2 DECEMBER 1911, Page 7

GIFT-BOOKS.

PIONEERS. * CANADA and West Africa! What could be more unlike ? And yet there is no little significance in thus putting these together ; it makes us feel something of the greatness of the Empire of which both are parts. Let Canada come first ; for, indeed, it is first in time as in importance. One thing strikes us at once. How familiar is the story of the exploration and the conquest ! Yet somehow, told over again, it never wearies. And Sir Harry Johnston's manner of telling it is full of fresh- ness. He is wise in not stopping too long over the pro- tracted struggle between France and England in the East; he takes us westwards with the true pioneers. By giving us copious extracts from the journals of Mackenzie, Henry, and Frazer he makes us understand the gradual opening up of the North-West and of British Columbia and helps us to see the great features of the country, to know about its native tribes, its climate, its animal life. This is in a way to go outside his actual province, but it realizes for us the progress of the adventurous travellers ; it makes us see the country as they saw it. Though Sir Harry Johnston has not exactly broken new ground, his book is much more than a mere recapitulation of old narratives ; it is an epic of a great human achievement.

We have said that much of the Canadian story is familiar ; when we come to Africa we feel that many of the explorers' names will come with a sound of novelty to most readers How few will know about Jobson's expedition to Gambia, or the adventures of Denham in Bornu! Yet how full of thrilling interest they are! Later on in the volume, when the author gets to the journeys of Clapperton and Lander in Hausaland and the explorations of the two Landers which cleared up the Niger problem, he is in his own country, o, very near it. Naturally then he brings out to the full the extraordinary fascination that African travel exercises on all who have in them anything of imagination and of the adventurous spirit. Extracts from explorers' journals pro- vide us with plenty of excellent material of course, but to this the author adds a wealth of observation and knowledge of details—all that a life-long experience of the Arab traders and these old North African empires gives him. We can heartily recommend to readers this understanding and vigorous appreciation of the West African Pioneers by one who may well rank with them in the roll of honour.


• _What this task involves_: For the word "thick", count the lines in the records below that include it and give only that number.

[Entries from a visual dataset]
━━━━━━━━━━

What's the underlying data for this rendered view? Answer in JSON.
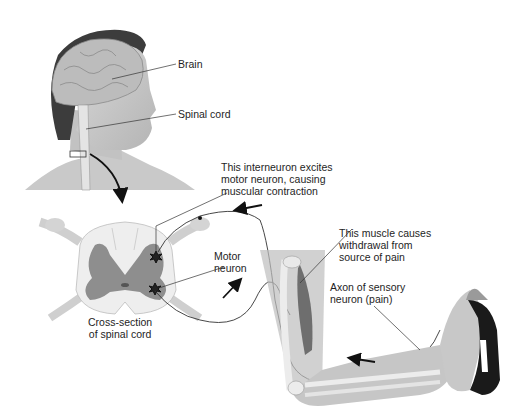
{
  "figure": {
    "labels": {
      "brain": "Brain",
      "spinal_cord": "Spinal cord",
      "interneuron": [
        "This interneuron excites",
        "motor neuron, causing",
        "muscular contraction"
      ],
      "motor_neuron": [
        "Motor",
        "neuron"
      ],
      "muscle": [
        "This muscle causes",
        "withdrawal from",
        "source of pain"
      ],
      "sensory_axon": [
        "Axon of sensory",
        "neuron (pain)"
      ],
      "cross_section": [
        "Cross-section",
        "of spinal cord"
      ]
    },
    "elements": [
      "head-with-brain",
      "spinal-cord",
      "spinal-cord-cross-section",
      "arm-with-muscle",
      "hot-iron",
      "sensory-neuron-path",
      "motor-neuron-path",
      "direction-arrows"
    ],
    "colors": {
      "skin": "#c8c8c8",
      "brain": "#b9b9b9",
      "hair": "#3c3c3c",
      "gray_matter": "#8e8e8e",
      "white_matter": "#eeeeee",
      "muscle": "#6e6e6e",
      "iron": "#1a1a1a",
      "line": "#333333"
    }
  }
}
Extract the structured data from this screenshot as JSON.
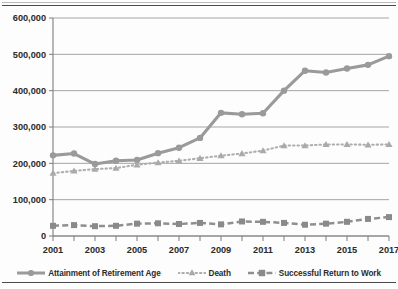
{
  "chart_data": {
    "type": "line",
    "title": "",
    "subtitle": "",
    "xlabel": "",
    "ylabel": "",
    "x": [
      2001,
      2002,
      2003,
      2004,
      2005,
      2006,
      2007,
      2008,
      2009,
      2010,
      2011,
      2012,
      2013,
      2014,
      2015,
      2016,
      2017
    ],
    "categories": [
      "2001",
      "2002",
      "2003",
      "2004",
      "2005",
      "2006",
      "2007",
      "2008",
      "2009",
      "2010",
      "2011",
      "2012",
      "2013",
      "2014",
      "2015",
      "2016",
      "2017"
    ],
    "xtick_labels": [
      "2001",
      "",
      "2003",
      "",
      "2005",
      "",
      "2007",
      "",
      "2009",
      "",
      "2011",
      "",
      "2013",
      "",
      "2015",
      "",
      "2017"
    ],
    "ytick_labels": [
      "0",
      "100,000",
      "200,000",
      "300,000",
      "400,000",
      "500,000",
      "600,000"
    ],
    "ytick_values": [
      0,
      100000,
      200000,
      300000,
      400000,
      500000,
      600000
    ],
    "ylim": [
      0,
      600000
    ],
    "xlim": [
      2001,
      2017
    ],
    "grid": true,
    "grid_axis": "y",
    "legend_position": "bottom",
    "series": [
      {
        "name": "Attainment of Retirement Age",
        "marker": "circle",
        "linestyle": "solid",
        "color": "#9a9a9a",
        "values": [
          222000,
          227000,
          198000,
          207000,
          209000,
          228000,
          243000,
          270000,
          339000,
          335000,
          338000,
          400000,
          455000,
          450000,
          461000,
          471000,
          495000
        ]
      },
      {
        "name": "Death",
        "marker": "triangle",
        "linestyle": "dotted",
        "color": "#aeaeae",
        "values": [
          173000,
          179000,
          184000,
          187000,
          196000,
          202000,
          207000,
          214000,
          221000,
          227000,
          235000,
          249000,
          249000,
          252000,
          252000,
          251000,
          252000
        ]
      },
      {
        "name": "Successful Return to Work",
        "marker": "square",
        "linestyle": "dashed",
        "color": "#8f8f8f",
        "values": [
          28000,
          30000,
          27000,
          28000,
          34000,
          35000,
          33000,
          36000,
          32000,
          40000,
          39000,
          36000,
          31000,
          34000,
          39000,
          47000,
          52000
        ]
      }
    ]
  },
  "legend": {
    "items": [
      {
        "label": "Attainment of Retirement Age",
        "marker": "circle-line-marker",
        "color": "#9a9a9a"
      },
      {
        "label": "Death",
        "marker": "triangle-dotted-marker",
        "color": "#aeaeae"
      },
      {
        "label": "Successful Return to Work",
        "marker": "square-dashed-marker",
        "color": "#8f8f8f"
      }
    ]
  }
}
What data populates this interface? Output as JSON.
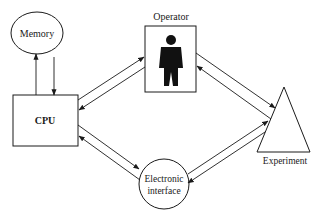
{
  "diagram": {
    "nodes": {
      "memory": {
        "label": "Memory",
        "shape": "ellipse"
      },
      "cpu": {
        "label": "CPU",
        "shape": "rectangle"
      },
      "operator": {
        "label": "Operator",
        "shape": "rectangle-with-person"
      },
      "experiment": {
        "label": "Experiment",
        "shape": "triangle"
      },
      "interface": {
        "label_line1": "Electronic",
        "label_line2": "interface",
        "shape": "circle"
      }
    },
    "edges": [
      {
        "from": "cpu",
        "to": "memory",
        "bidirectional": true
      },
      {
        "from": "cpu",
        "to": "operator",
        "bidirectional": true
      },
      {
        "from": "operator",
        "to": "experiment",
        "bidirectional": true
      },
      {
        "from": "cpu",
        "to": "interface",
        "bidirectional": true
      },
      {
        "from": "interface",
        "to": "experiment",
        "bidirectional": true
      }
    ],
    "colors": {
      "stroke": "#1a1a1a",
      "background": "#ffffff"
    }
  }
}
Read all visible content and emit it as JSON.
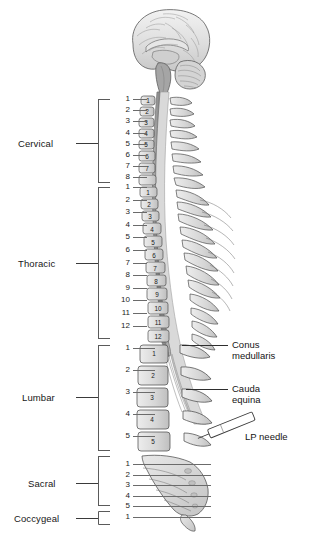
{
  "figure": {
    "background": "#ffffff"
  },
  "colors": {
    "bone_fill": "#dcdcdc",
    "bone_stroke": "#4d4d4d",
    "cord_dark": "#8c8c8c",
    "canal_light": "#c9c9c9",
    "brain_fill": "#e2e2e2",
    "brain_stroke": "#5a5a5a",
    "needle_fill": "#ffffff",
    "needle_stroke": "#3a3a3a",
    "text": "#171717",
    "leader_line": "#2e2e2e",
    "bracket_line": "#5a5a5a"
  },
  "regions": [
    {
      "id": "cervical",
      "label": "Cervical",
      "count": 8,
      "numbers": [
        "1",
        "2",
        "3",
        "4",
        "5",
        "6",
        "7",
        "8"
      ]
    },
    {
      "id": "thoracic",
      "label": "Thoracic",
      "count": 12,
      "numbers": [
        "1",
        "2",
        "3",
        "4",
        "5",
        "6",
        "7",
        "8",
        "9",
        "10",
        "11",
        "12"
      ]
    },
    {
      "id": "lumbar",
      "label": "Lumbar",
      "count": 5,
      "numbers": [
        "1",
        "2",
        "3",
        "4",
        "5"
      ]
    },
    {
      "id": "sacral",
      "label": "Sacral",
      "count": 5,
      "numbers": [
        "1",
        "2",
        "3",
        "4",
        "5"
      ]
    },
    {
      "id": "coccygeal",
      "label": "Coccygeal",
      "count": 1,
      "numbers": [
        "1"
      ]
    }
  ],
  "callouts": [
    {
      "id": "conus-medullaris",
      "label": "Conus\nmedullaris"
    },
    {
      "id": "cauda-equina",
      "label": "Cauda\nequina"
    },
    {
      "id": "lp-needle",
      "label": "LP needle"
    }
  ],
  "vertebra_body_numbers": {
    "cervical": [
      "1",
      "2",
      "3",
      "4",
      "5",
      "6",
      "7"
    ],
    "thoracic": [
      "1",
      "2",
      "3",
      "4",
      "5",
      "6",
      "7",
      "8",
      "9",
      "10",
      "11",
      "12"
    ],
    "lumbar": [
      "1",
      "2",
      "3",
      "4",
      "5"
    ]
  },
  "structures": [
    {
      "id": "brain",
      "name": "brain-midsagittal"
    },
    {
      "id": "brainstem",
      "name": "brainstem"
    },
    {
      "id": "cerebellum",
      "name": "cerebellum"
    },
    {
      "id": "spinal-cord",
      "name": "spinal-cord"
    },
    {
      "id": "vertebral-column",
      "name": "vertebral-column"
    },
    {
      "id": "sacrum",
      "name": "sacrum"
    },
    {
      "id": "coccyx",
      "name": "coccyx"
    },
    {
      "id": "lp-needle",
      "name": "lumbar-puncture-needle"
    }
  ]
}
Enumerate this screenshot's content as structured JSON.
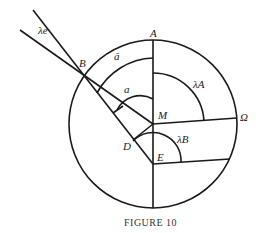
{
  "figure": {
    "caption": "FIGURE 10",
    "labels": {
      "lambda_e": "λe",
      "B": "B",
      "a_bar": "ā",
      "A": "A",
      "a": "a",
      "lambda_A": "λA",
      "M": "M",
      "Omega": "Ω",
      "D": "D",
      "lambda_B": "λB",
      "E": "E"
    }
  }
}
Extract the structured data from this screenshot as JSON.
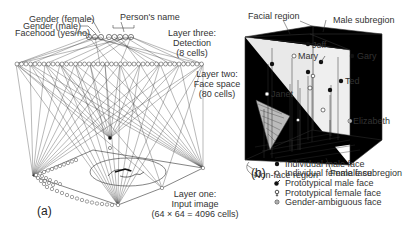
{
  "panel_a": {
    "label": "(a)",
    "top_labels": {
      "gender_female": "Gender (female)",
      "gender_male": "Gender (male)",
      "facehood": "Facehood (yes/no)",
      "persons_name": "Person's name"
    },
    "layer_three": {
      "line1": "Layer three:",
      "line2": "Detection",
      "line3": "(8 cells)"
    },
    "layer_two": {
      "line1": "Layer two:",
      "line2": "Face space",
      "line3": "(80 cells)"
    },
    "layer_one": {
      "line1": "Layer one:",
      "line2": "Input image",
      "line3": "(64 × 64 = 4096 cells)"
    }
  },
  "panel_b": {
    "label": "(b)",
    "region_labels": {
      "facial_region": "Facial region",
      "male_subregion": "Male subregion",
      "non_face_region": "Non-face region",
      "female_subregion": "Female subregion"
    },
    "points": [
      {
        "name": "Jeff",
        "type": "individual-male"
      },
      {
        "name": "Mary",
        "type": "individual-female"
      },
      {
        "name": "Gary",
        "type": "individual-male"
      },
      {
        "name": "Ted",
        "type": "individual-male"
      },
      {
        "name": "Janet",
        "type": "individual-female"
      },
      {
        "name": "Elizabeth",
        "type": "gender-ambiguous"
      }
    ],
    "legend": [
      {
        "symbol": "filled-dot",
        "label": "Individual male face"
      },
      {
        "symbol": "open-dot",
        "label": "Individual female face"
      },
      {
        "symbol": "male-symbol",
        "label": "Prototypical male face"
      },
      {
        "symbol": "female-symbol",
        "label": "Prototypical female face"
      },
      {
        "symbol": "dotted-dot",
        "label": "Gender-ambiguous face"
      }
    ]
  }
}
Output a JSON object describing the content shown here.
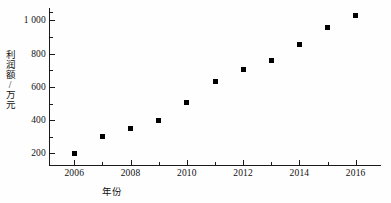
{
  "chart_data": {
    "type": "scatter",
    "title": "",
    "xlabel": "年份",
    "ylabel": "利润额/万元",
    "xlim": [
      2005.1,
      2016.9
    ],
    "ylim": [
      130,
      1075
    ],
    "grid": false,
    "legend": "none",
    "marker": "filled-square",
    "marker_color": "#000000",
    "x": [
      2006,
      2007,
      2008,
      2009,
      2010,
      2011,
      2012,
      2013,
      2014,
      2015,
      2016
    ],
    "values": [
      200,
      300,
      352,
      400,
      505,
      633,
      705,
      758,
      853,
      955,
      1028
    ],
    "xticks": [
      2006,
      2008,
      2010,
      2012,
      2014,
      2016
    ],
    "xtick_labels": [
      "2006",
      "2008",
      "2010",
      "2012",
      "2014",
      "2016"
    ],
    "xminor_ticks": [
      2007,
      2009,
      2011,
      2013,
      2015
    ],
    "yticks": [
      200,
      400,
      600,
      800,
      1000
    ],
    "ytick_labels": [
      "200",
      "400",
      "600",
      "800",
      "1 000"
    ],
    "yminor_ticks": [
      300,
      500,
      700,
      900,
      1050
    ]
  },
  "axes": {
    "y_title": "利润额/万元",
    "x_title": "年份"
  }
}
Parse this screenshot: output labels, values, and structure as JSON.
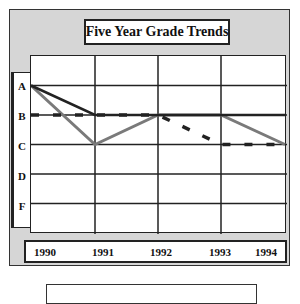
{
  "chart_data": {
    "type": "line",
    "title": "Five Year Grade Trends",
    "xlabel": "",
    "ylabel": "",
    "categories": [
      "1990",
      "1991",
      "1992",
      "1993",
      "1994"
    ],
    "y_ticks": [
      "A",
      "B",
      "C",
      "D",
      "F"
    ],
    "y_scale_note": "grade points: A=4, B=3, C=2, D=1, F=0",
    "ylim": [
      "F",
      "above A"
    ],
    "grid": true,
    "legend_position": "bottom (empty box)",
    "series": [
      {
        "name": "Series 1 (solid black)",
        "style": "solid",
        "color": "#222222",
        "values": [
          "A",
          "B",
          "B",
          "B",
          "B"
        ],
        "numeric": [
          4,
          3,
          3,
          3,
          3
        ]
      },
      {
        "name": "Series 2 (thick gray)",
        "style": "solid-thick",
        "color": "#7a7a7a",
        "values": [
          "A",
          "C",
          "B",
          "B",
          "C"
        ],
        "numeric": [
          4,
          2,
          3,
          3,
          2
        ]
      },
      {
        "name": "Series 3 (dashed black)",
        "style": "dashed",
        "color": "#222222",
        "values": [
          "B",
          "B",
          "B",
          "C",
          "C"
        ],
        "numeric": [
          3,
          3,
          3,
          2,
          2
        ]
      }
    ]
  },
  "title": "Five Year Grade Trends",
  "y_axis": {
    "labels": [
      "A",
      "B",
      "C",
      "D",
      "F"
    ]
  },
  "x_axis": {
    "labels": [
      "1990",
      "1991",
      "1992",
      "1993",
      "1994"
    ]
  },
  "colors": {
    "frame_border": "#333333",
    "frame_fill": "#d6d6d6",
    "line_dark": "#222222",
    "line_gray": "#7a7a7a"
  }
}
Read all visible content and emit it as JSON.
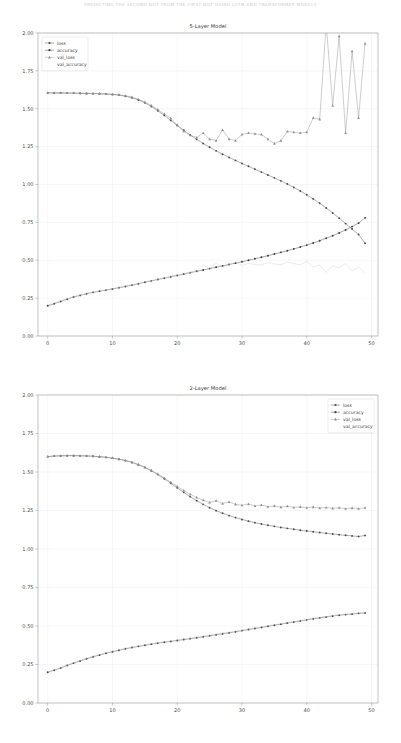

━━━━━━━━━━

• _The completed task_: 2